Highway project reminds Western Coloradans: Coal is tanking

The swooping concrete arch rising out of the barren lands between Delta and Hotchkiss is a jaw-dropping upgrade on a mostly two-lane rural highway – and now also an ironic in-your-face reminder that the coal industry in that area is on the skids.

The $13.1 million Colorado Department of Transportation project was designed to take vehicles over a deadly railroad crossing that had four to six long coal trains rumble through each day when the project was planned and funded. Now, there are one to two trains as closures and layoffs have hit the three mines in the once bustling coal-mining country of the North Fork.

There had been previous widening improvements made on Highway 92 east of Delta, but the railroad overpass on Stengel Hill was such a large project it had only been on CDOT’s and the regional highway planning groups’ “dream list” until a combination of state and federal railroad funding came through. That was just before the first big hit to the area’s coal-mining industry came in the fall of 2013 when an underground fire at The Elk Creek Mine caused a closure.

The sad joke in the area is that the huge highway upgrade can now serve residents as they drive away from Somerset and Paonia in moving trucks.

The scope of the project at a time of downsizing in that area has generated local letters-to-the-editor and had CDOT phones ringing and emails pinging with questions from residents wanting to know why so many highway dollars are going to a white-elephant project.

It has given rise to conspiracy rumors: Can’t that money be diverted to other crumbling highways? Is that bit of highway getting such a massive upgrade because Delta County’s wealthiest and most infamous resident, Bill Koch, twisted some arms at CDOT?

The truth, according to CDOT Regional Transportation director Dave Eller, is that this project has been in the planning stages for more than a decade and was put out for bid back when the coal industry was thriving. And it was the Union Pacific Railroad and the Gunnison Valley Transportation Planning Region, not Koch, that made it a priority.

There is no conspiracy behind it, Eller said, just poor timing.

We would look at it a little different now. I can say that,” Eller said about one of the largest highway projects in Delta County in decades.

Delta County has lost nearly 600 coal-mining jobs in the past three years. The downturn began with Koch’s Elk Creek Mine having to shut down due to a fire. That was followed by the trimming of 150 jobs at the Bowie Resources No. 2 mine due to the loss of a large contract with the Tennessee Valley Authority. A cut of another 80 Bowie jobs was announced last week. The more than 300 mining jobs still at the West Elk Mine are also shaky because of a recent court ruling that may impact expansion.

Collectively, the loss of so many relatively high-paying jobs in an area where the average pay is around $32,000 a year, is a hefty blow of more than $43 million to the local economy.

The Town of Paonia, in particular, is reeling with a budget deficit. A Facebook message board for the town is filled with residents selling possessions as they downsize or move away. The Delta County schools are suffering with the sudden exodus of dozens of students.

This all underpins the grumbling over a pricey and eye-popping sweep of highway in a time of serious belt-tightening.

There had been 98 accidents on the stretch of road between 2007 and 2011 where a combination of factors made it a particularly dangerous stretch. The highway had a “twist” where it crossed the tracks. It also had two driveways with “blind” access because of a hill and a busy road into the Gunnison River Pleasure Park rafting and fishing business.

If CDOT engineers had had their way on the original designs for the project, it wouldn’t be such an in-your-face reminder of a flattened coal industry. CDOT wanted to build an underpass to take cars safely below the steady string of coal trains. But right-of-way disputes made that impossible. As a result, vehicles will now go over the mostly empty tracks.

 

Photo credit: Sharon Molerus, Creative Commons, Flickr.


What the task requires: What you write should match, word for word, the lines from the one containing "Find the location" through the end of the data, with no pictures.

Excerpted data:
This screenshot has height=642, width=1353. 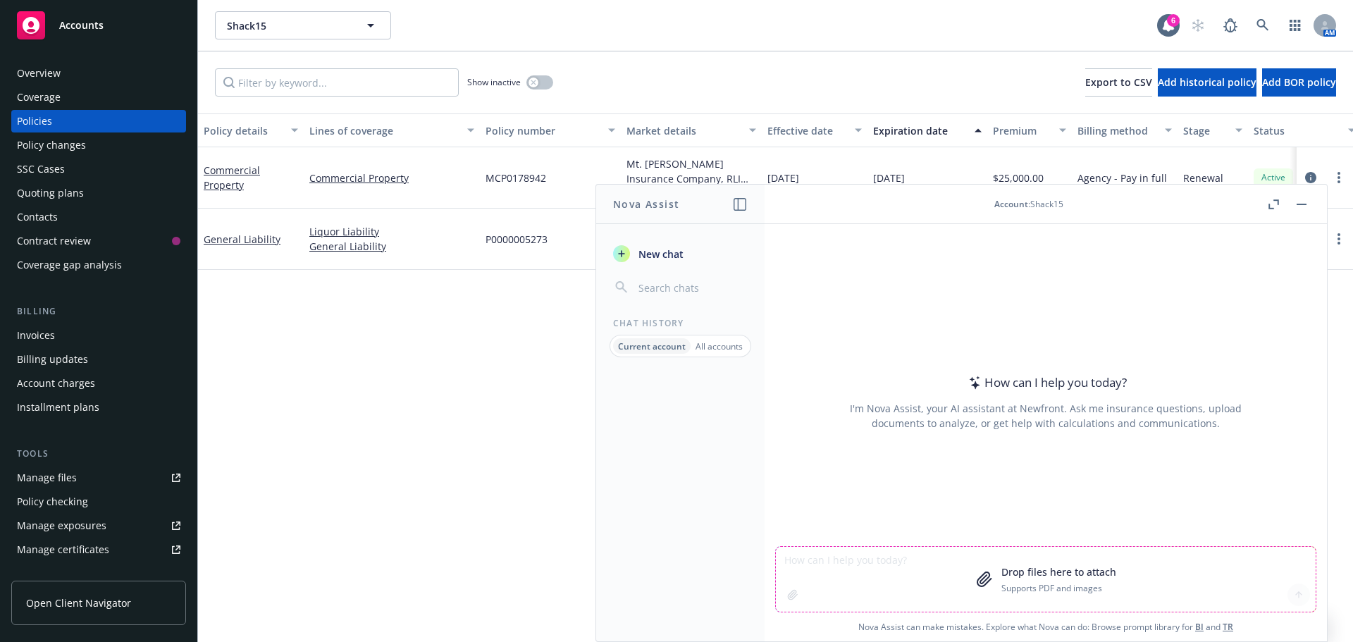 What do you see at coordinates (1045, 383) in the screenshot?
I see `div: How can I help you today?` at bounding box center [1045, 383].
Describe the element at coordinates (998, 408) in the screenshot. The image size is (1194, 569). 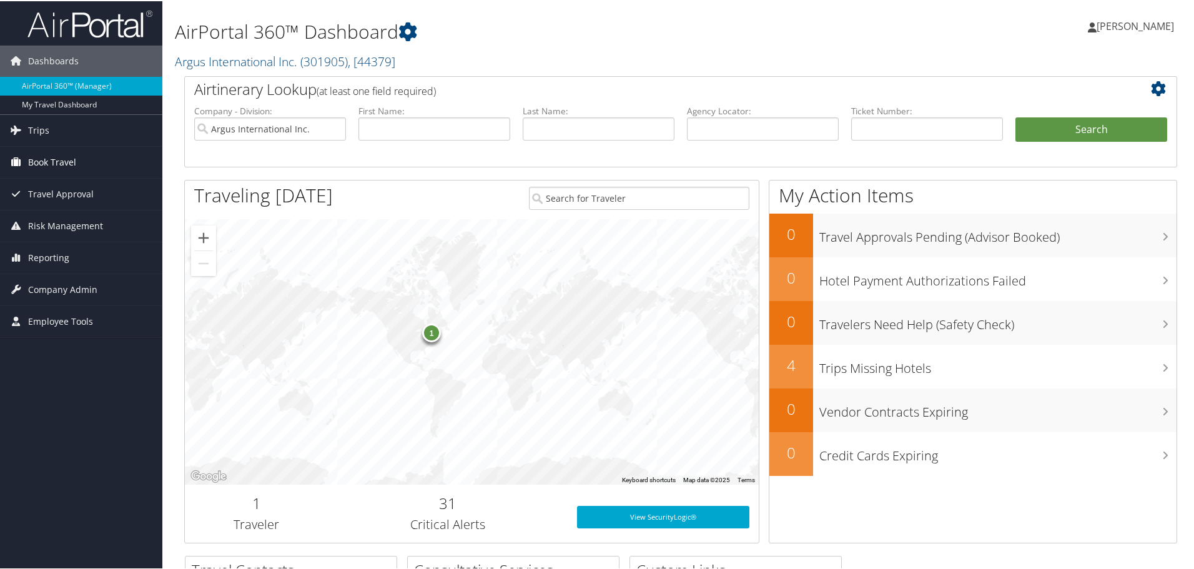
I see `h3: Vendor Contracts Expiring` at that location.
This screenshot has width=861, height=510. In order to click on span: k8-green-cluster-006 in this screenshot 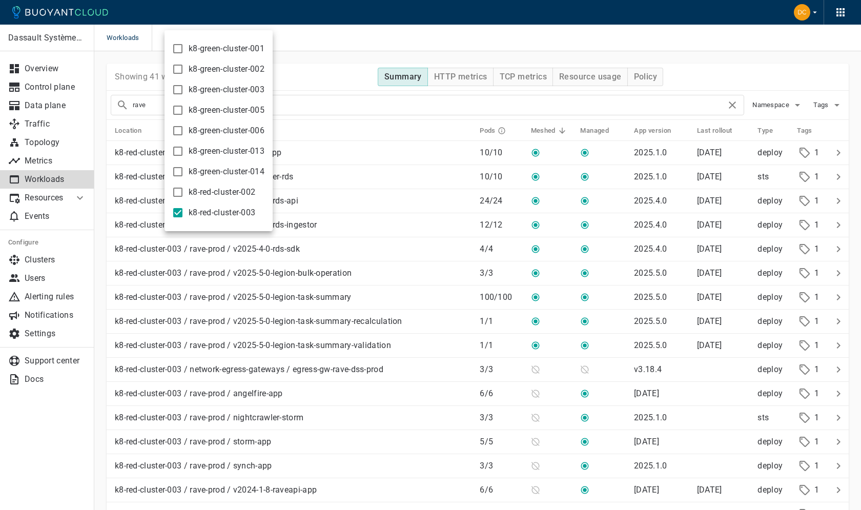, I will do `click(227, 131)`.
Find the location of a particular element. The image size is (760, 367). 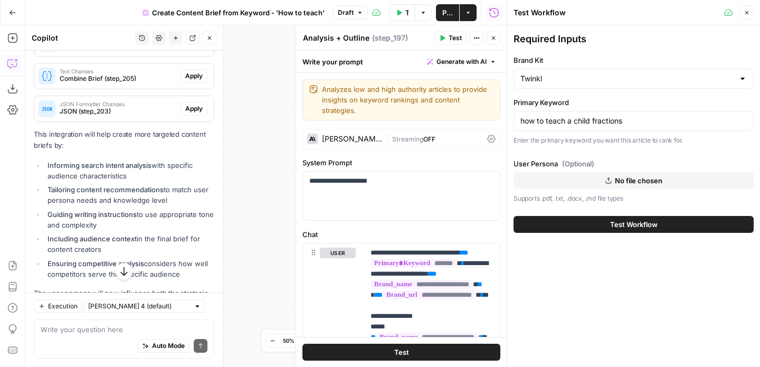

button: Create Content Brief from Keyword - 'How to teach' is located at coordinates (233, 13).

Solved problem:
Find the location of a particular element. The image size is (760, 367). 

button: Create Content Brief from Keyword - 'How to teach' is located at coordinates (233, 13).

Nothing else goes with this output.